For Thu Nguyen and his fellow researchers, this looser structure could provide an idea of ​​what could happen if the EU cannot agree on an expansion plan.

They suggest that there could be a core ‘inner circle’ of closely integrated EU countries, then the EU as a whole, then a next tier of ‘associate members’ enjoying certain benefits linked to the EU’s single market. bloc, and an “outer circle” based on the EPC, which, according to Nguyen, “will not include any form of integration with binding European law… but rather cooperation based on geostrategic considerations.”

EU Council President Charles Michel recently said that the European Union should be ready for enlargement by 2030.Image: Daniel Novakovic/Slovenian Government Press Service/AP/picture alliance

EU: Ready for 2030?

But this potential multi-tiered approach could prove unpopular, as some see it creating second-class citizens in the EU club. Ukrainian Prime Minister Dennis Shmyhal recently told Politico that his country was “making every effort to ensure that Ukraine becomes a full member of the European Union.”
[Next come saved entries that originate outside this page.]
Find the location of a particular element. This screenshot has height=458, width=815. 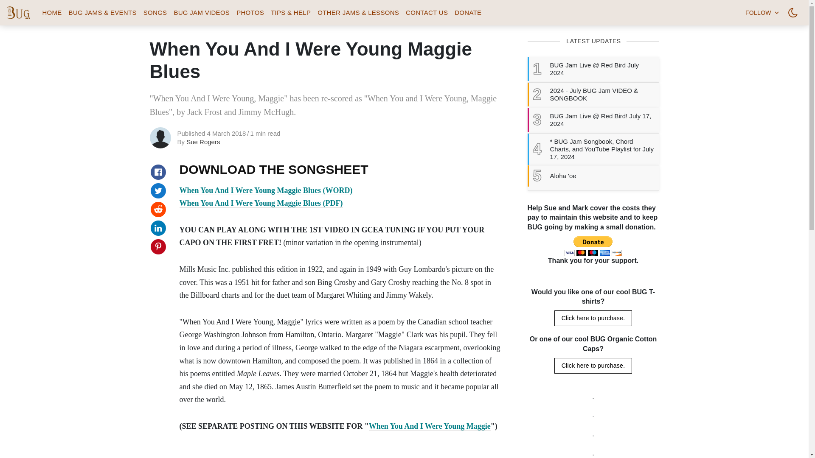

Sue Rogers is located at coordinates (203, 142).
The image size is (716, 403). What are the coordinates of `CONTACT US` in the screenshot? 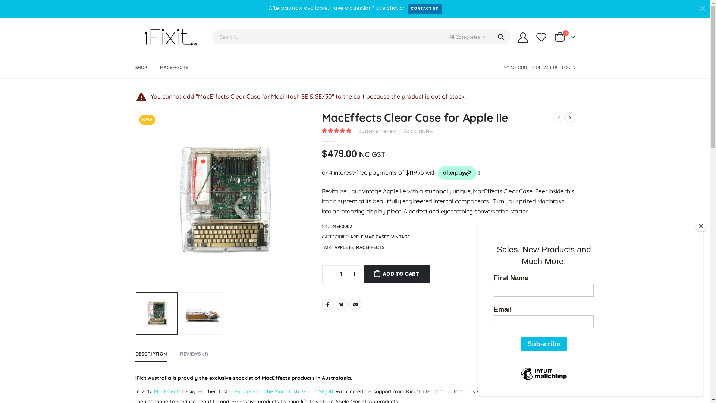 It's located at (424, 9).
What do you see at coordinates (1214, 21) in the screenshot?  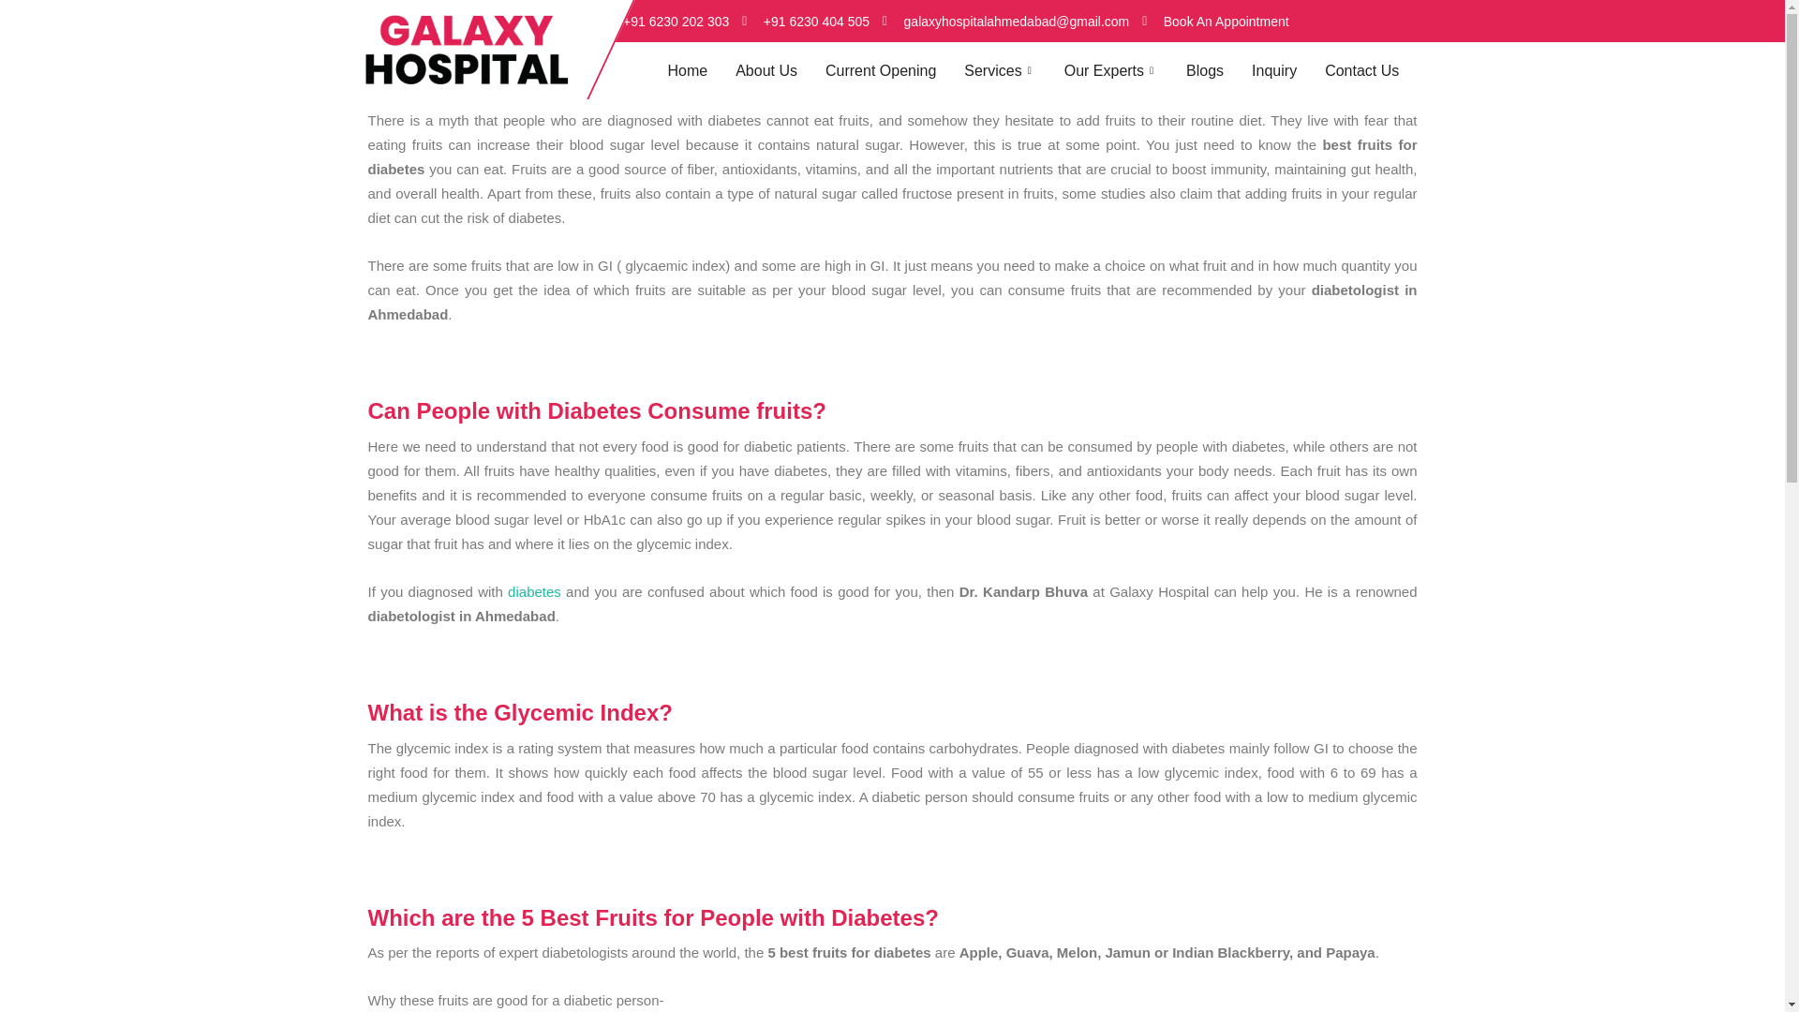 I see `Book An Appointment` at bounding box center [1214, 21].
The European Commission often emphasizes that accession is a merit-based process with no timetable. Always, European Council President Charles Michel recently said the bloc itself should be ready for enlargement by 2030.

Thu Nguyen also supports an end-of-decade goal – but, when asked if this is realistic, she simply says: “It’s difficult to make a prediction.”

“It’s a very long-term process,” Nguyen said. “We are at the beginning of the discussion and debate.”